Mike Roest <mike.ro...@replicon.com> writes:
> The file is 6 megs so I've dropped it here.
> That was doing perf for the length of the pg_dump command and then a perf
> report -n
> http://dl.dropbox.com/u/13153/output.txt

Hmm ... that's a remarkably verbose output format, but the useful part
of this info seems to be just

# Events: 2M cpu-clock
#
# Overhead  Samples            Command                  Shared Object           
                                  Symbol
# ........ ..........  ...............  .............................  
.................................................
#
    65.96%    1635392          pg_dump  pg_dump                        [.] 
findLoop
              |
              --- findLoop
                 |          
                 |--69.66%-- findDependencyLoops
                 |          sortDumpableObjects
                 |          main
                 |          __libc_start_main
                 |          
                 |--30.34%-- findLoop
                 |          findDependencyLoops
                 |          sortDumpableObjects
                 |          main
                 |          __libc_start_main
                  --0.00%-- [...]

    10.16%     251955          pg_dump  pg_dump                        [.] 
getTables
              |
              --- getTables
                  getSchemaData
                  main
                  __libc_start_main


The file also shows that findObjectByDumpId() accounts for only a
negligible percentage of runtime, which means that the recursion path in
findLoop() is being executed hardly at all.  After staring at that for
awhile I realized that what is the O(N^2) part is the initial "is the
object in the workspace?" test.  The actual dependency chains are
probably never very long, but as we run through the collection of
objects we gradually add all of them to the front of the workspace.
So this is dumb; we should manage the "is the object already processed"
component of that with an O(1) check, like a bool array or some such,
rather than an O(N) search loop.

As for the getTables slowdown, the only part of that I can see that
looks to be both significant and entirely contained in getTables()
itself is the nested loop near the end that's trying to copy
the dumpable flags for owned sequences from their owning tables.
Do you have a whole lot of owned sequences?  Maybe we could postpone
that work until we have the fast table lookup array constructed,
which should reduce this from O(M*N) to O(M*logN).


WHAT THIS TASK INVOLVES »
Locate the word "axis" in the entries below, then gather every line that holds it.

THE DATA »
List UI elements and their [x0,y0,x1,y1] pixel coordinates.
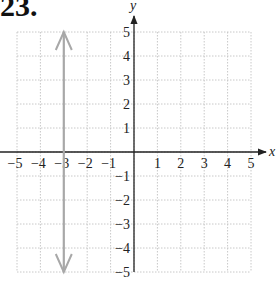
x-tick-label: 1 [154,156,161,171]
y-axis-label: y [128,0,137,13]
x-axis-label: x [268,144,276,159]
x-tick-label: −2 [78,156,93,171]
y-tick-label: 5 [123,25,130,40]
y-tick-label: 2 [123,97,130,112]
x-tick-label: 5 [248,156,255,171]
x-tick-label: 2 [177,156,184,171]
x-tick-label: −3 [54,156,69,171]
y-tick-label: 1 [123,121,130,136]
x-tick-label: 4 [224,156,231,171]
x-tick-label: −5 [8,156,23,171]
y-tick-label: −5 [115,265,130,280]
x-tick-label: −1 [101,156,116,171]
y-tick-label: 4 [123,49,130,64]
y-tick-label: −1 [115,169,130,184]
y-tick-label: −3 [115,217,130,232]
y-tick-label: −4 [115,241,130,256]
y-tick-label: 3 [123,73,130,88]
coordinate-plane: −5−4−3−2−11234554321−1−2−3−4−5 x y [0,0,280,281]
x-tick-label: 3 [201,156,208,171]
y-tick-label: −2 [115,193,130,208]
x-tick-label: −4 [31,156,46,171]
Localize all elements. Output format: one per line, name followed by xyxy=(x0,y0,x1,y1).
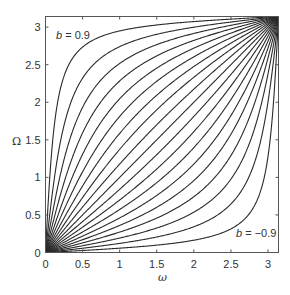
x-tick-label: 0.5 xyxy=(75,258,90,270)
x-tick-label: 2 xyxy=(191,258,197,270)
y-tick-label: 2.5 xyxy=(25,59,40,71)
y-tick-label: 1 xyxy=(34,171,40,183)
annotation-b-value: = −0.9 xyxy=(242,227,276,239)
x-tick-label: 2.5 xyxy=(223,258,238,270)
warping-curve xyxy=(46,17,279,253)
annotation-b-value: = 0.9 xyxy=(62,29,90,41)
x-tick-label: 1 xyxy=(117,258,123,270)
x-tick-label: 0 xyxy=(42,258,48,270)
curve-series-group xyxy=(46,17,279,253)
x-tick-label: 3 xyxy=(265,258,271,270)
x-tick-label: 1.5 xyxy=(149,258,164,270)
x-axis-label: ω xyxy=(158,271,167,284)
warping-chart: 00.511.522.53 00.511.522.53 Ω ω b = 0.9 … xyxy=(0,0,290,295)
y-tick-label: 0.5 xyxy=(25,209,40,221)
annotation-b-positive: b = 0.9 xyxy=(56,29,90,41)
annotation-b-negative: b = −0.9 xyxy=(236,227,276,239)
y-axis-label: Ω xyxy=(12,135,21,148)
y-tick-label: 0 xyxy=(34,247,40,259)
y-tick-label: 3 xyxy=(34,21,40,33)
y-tick-label: 1.5 xyxy=(25,134,40,146)
y-tick-label: 2 xyxy=(34,96,40,108)
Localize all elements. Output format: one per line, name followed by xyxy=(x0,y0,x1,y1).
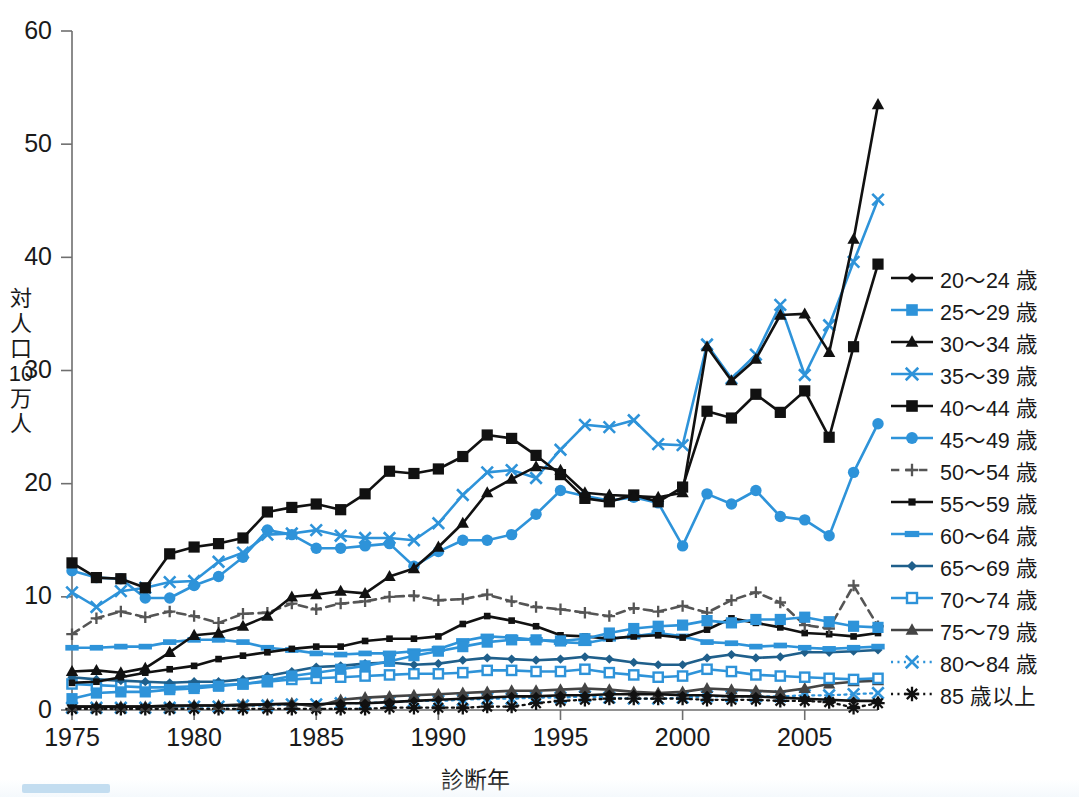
legend-swatch-14 xyxy=(888,681,936,707)
marker-rect-wide xyxy=(310,651,323,657)
marker-plus xyxy=(188,610,200,622)
legend-item[interactable]: 25～29 歳 xyxy=(888,294,1074,326)
marker-square xyxy=(906,400,918,412)
marker-plus xyxy=(457,593,469,605)
marker-square xyxy=(262,506,273,517)
y-tick-label: 0 xyxy=(38,695,52,723)
marker-square-small xyxy=(362,638,369,645)
marker-square-open xyxy=(702,665,711,674)
marker-square xyxy=(482,637,493,648)
marker-plus xyxy=(775,597,787,609)
marker-square-open xyxy=(409,669,418,678)
marker-circle xyxy=(701,488,712,499)
marker-circle xyxy=(555,485,566,496)
marker-square-open xyxy=(849,675,858,684)
marker-square xyxy=(213,681,224,692)
marker-square-open xyxy=(434,669,443,678)
marker-rect-wide xyxy=(383,651,396,657)
marker-rect-wide xyxy=(139,644,152,650)
legend-item[interactable]: 50～54 歳 xyxy=(888,454,1074,486)
marker-square xyxy=(335,504,346,515)
marker-plus xyxy=(530,601,542,613)
y-axis-title-char: 人 xyxy=(6,411,36,436)
y-axis-title: 対人口10万人 xyxy=(6,286,36,436)
marker-circle xyxy=(775,511,786,522)
legend-marker xyxy=(905,687,920,702)
marker-x xyxy=(872,194,884,206)
marker-square-open xyxy=(678,671,687,680)
marker-square xyxy=(408,468,419,479)
marker-square xyxy=(457,641,468,652)
legend-swatch-8 xyxy=(888,489,936,515)
marker-square-open xyxy=(800,673,809,682)
marker-plus xyxy=(628,602,640,614)
marker-diamond xyxy=(409,660,418,669)
marker-diamond xyxy=(556,654,565,663)
marker-triangle xyxy=(847,233,859,244)
marker-square xyxy=(237,678,248,689)
marker-circle xyxy=(872,418,883,429)
legend-item[interactable]: 70～74 歳 xyxy=(888,582,1074,614)
marker-square xyxy=(384,656,395,667)
marker-circle xyxy=(213,571,224,582)
legend-item[interactable]: 45～49 歳 xyxy=(888,422,1074,454)
marker-circle xyxy=(677,540,688,551)
marker-x xyxy=(213,556,225,568)
legend-marker xyxy=(906,432,918,444)
marker-square xyxy=(384,466,395,477)
marker-square-small xyxy=(289,646,296,653)
marker-square-open xyxy=(605,668,614,677)
page-bottom-accent-bar xyxy=(22,784,110,793)
legend-item[interactable]: 20～24 歳 xyxy=(888,262,1074,294)
marker-square-small xyxy=(93,678,100,685)
legend-item[interactable]: 60～64 歳 xyxy=(888,518,1074,550)
marker-square-small xyxy=(655,632,662,639)
marker-triangle xyxy=(530,460,542,471)
marker-rect-wide xyxy=(163,639,176,645)
marker-rect-wide xyxy=(90,645,103,651)
legend-item[interactable]: 80～84 歳 xyxy=(888,646,1074,678)
marker-plus xyxy=(310,604,322,616)
axis-labels: 0102030405060197519801985199019952000200… xyxy=(24,16,832,793)
marker-square-small xyxy=(459,621,466,628)
marker-rect-wide xyxy=(847,645,860,651)
marker-diamond xyxy=(507,654,516,663)
legend-item[interactable]: 35～39 歳 xyxy=(888,358,1074,390)
marker-square xyxy=(433,463,444,474)
marker-plus xyxy=(481,589,493,601)
legend-marker xyxy=(907,273,917,283)
marker-square xyxy=(189,541,200,552)
marker-square xyxy=(66,693,77,704)
marker-square xyxy=(506,433,517,444)
legend-item[interactable]: 40～44 歳 xyxy=(888,390,1074,422)
legend-item[interactable]: 75～79 歳 xyxy=(888,614,1074,646)
legend-marker xyxy=(908,498,915,505)
legend-label: 35～39 歳 xyxy=(936,359,1038,390)
legend-swatch-5 xyxy=(888,393,936,419)
marker-square-open xyxy=(580,665,589,674)
series-layer xyxy=(65,98,884,715)
marker-asterisk xyxy=(905,687,920,702)
marker-square xyxy=(530,450,541,461)
marker-square-open xyxy=(873,674,882,683)
marker-x xyxy=(555,444,567,456)
legend-item[interactable]: 30～34 歳 xyxy=(888,326,1074,358)
marker-plus xyxy=(726,594,738,606)
marker-square xyxy=(164,684,175,695)
legend-item[interactable]: 65～69 歳 xyxy=(888,550,1074,582)
legend-item[interactable]: 85 歳以上 xyxy=(888,678,1074,710)
marker-plus xyxy=(652,606,664,618)
marker-square xyxy=(824,616,835,627)
series-3 xyxy=(66,98,884,677)
marker-diamond xyxy=(580,652,589,661)
marker-circle xyxy=(311,542,322,553)
marker-square-open xyxy=(907,593,917,603)
axis-frame xyxy=(72,31,878,710)
y-axis-title-char: 10 xyxy=(6,361,36,386)
legend-label: 50～54 歳 xyxy=(936,455,1038,486)
marker-square-small xyxy=(679,634,686,641)
marker-plus xyxy=(384,591,396,603)
x-tick-label: 1980 xyxy=(166,723,222,751)
marker-square xyxy=(213,538,224,549)
legend-item[interactable]: 55～59 歳 xyxy=(888,486,1074,518)
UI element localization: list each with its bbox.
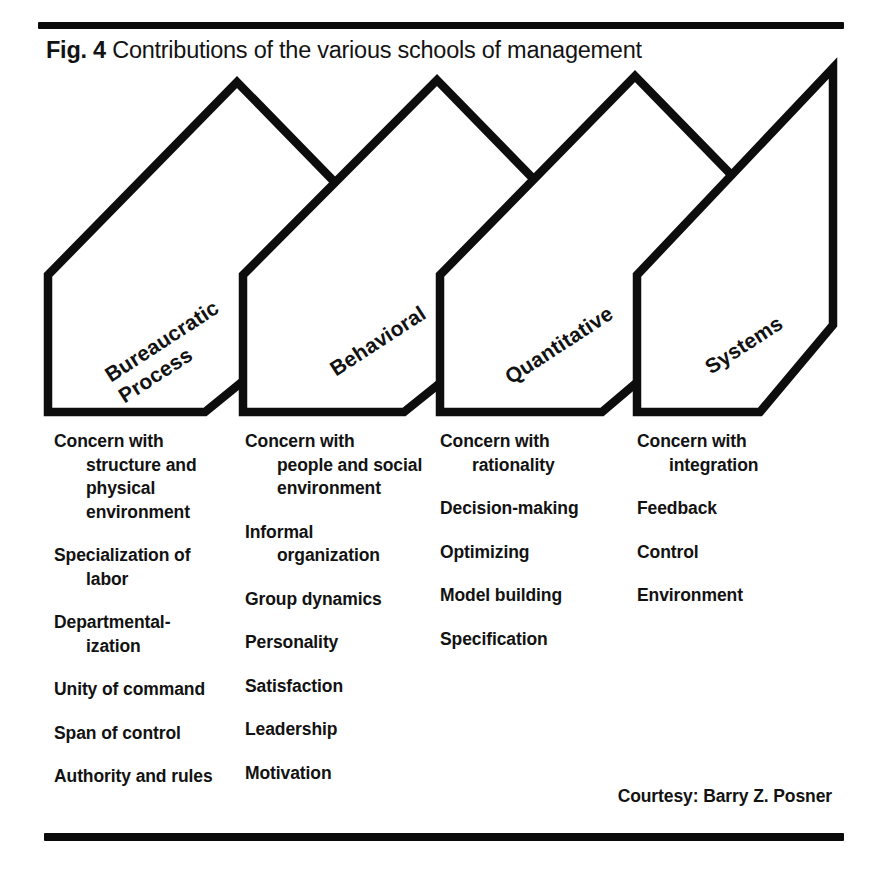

ANSWER SPACE »
y-axis-label: y [128,0,137,13]
x-axis-label: x [268,144,276,159]
x-axis-label: ω xyxy=(158,271,167,284)
y-axis-label: Ω xyxy=(12,135,21,148)
y-axis-title-char: 人 xyxy=(6,411,36,436)
y-axis-title: 対人口10万人 xyxy=(6,286,36,436)
axis-labels: 0102030405060197519801985199019952000200… xyxy=(24,16,832,793)
axis-frame xyxy=(72,31,878,710)
y-axis-title-char: 10 xyxy=(6,361,36,386)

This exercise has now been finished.